08 — ImplicationsWhat the 2026 data means for your budget.
Read together, the three surveys describe a discipline crossing a maturity threshold. When loyalty and CRM absorb 51.5% of the average marketing budget and 59.8% of brands say they’d move even more away from short-term promotions, loyalty has stopped being a program and become the default allocation. The satisfaction jump — 69.2% to 83.0% in a single cycle — suggests the tooling caught up with the ambition: operators who could finally measure their programs started liking what they measured. That’s consistent with the AI numbers, where the 14.3-point adoption jump landed hardest in personalization and analytics, the two capabilities that make ROI visible in the first place.

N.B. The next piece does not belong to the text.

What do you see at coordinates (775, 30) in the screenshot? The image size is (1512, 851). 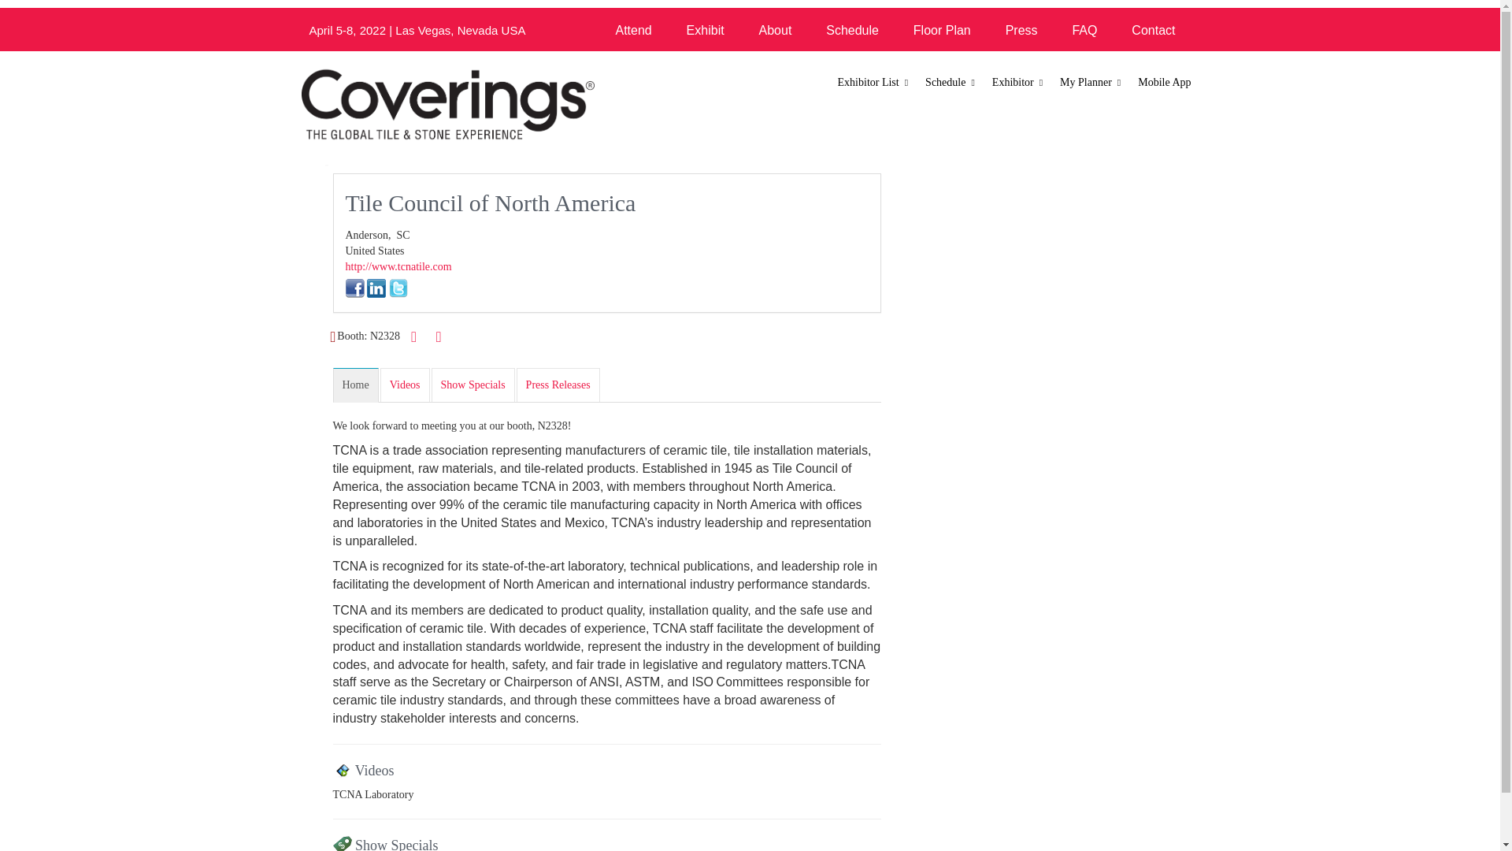 I see `About` at bounding box center [775, 30].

Looking forward, the most likely 2027 storyline is a squeeze from both ends. The 91% of program owners reporting data-analysis challenges can’t all keep buying AI features on top of fragmented member data — expect consolidation spend on integration before expansion spend on features. Meanwhile the $10 billion in unredeemed US points is the kind of figure regulators and journalists eventually notice; brands that fix redemption proactively will be glad they did. Benchmarks like net revenue retention benchmarks show how retention economics get scrutinized once a category matures — loyalty programs may be next. If your program’s data layer is the bottleneck, that’s precisely the problem our CRM automation work exists to solve.
09 — ConclusionStrong numbers — when you date them.
Loyalty earned the budget. Now it has to earn the data discipline.
The 2026 numbers are genuinely strong: a reported 5.3x average ROI, 92.7% of measured programs in positive territory, and more than half the marketing budget committed — per Antavo’s February 2026 survey, corroborated directionally by Bond’s 20,591-person US panel in June. Three independent surveys, three different panels, one direction.
But the same dataset carries its own warning labels. The ROI figures are self-reported to a platform vendor. The two most-quoted stats in the genre are 36 and 12 years old respectively. And 91% of program owners admit they struggle to analyze the data their programs generate. The honest read is that loyalty works — and that most of the numbers used to sell it deserve a date stamp before they deserve a slide.
The practical move for 2026 budgets: fund the data layer before the feature layer, close the redemption loop before chasing new enrollment, and cite your statistics the way this post does — with a name and a date on every one. The brands that treat loyalty data with that discipline are the ones the 5.3x average is actually made of.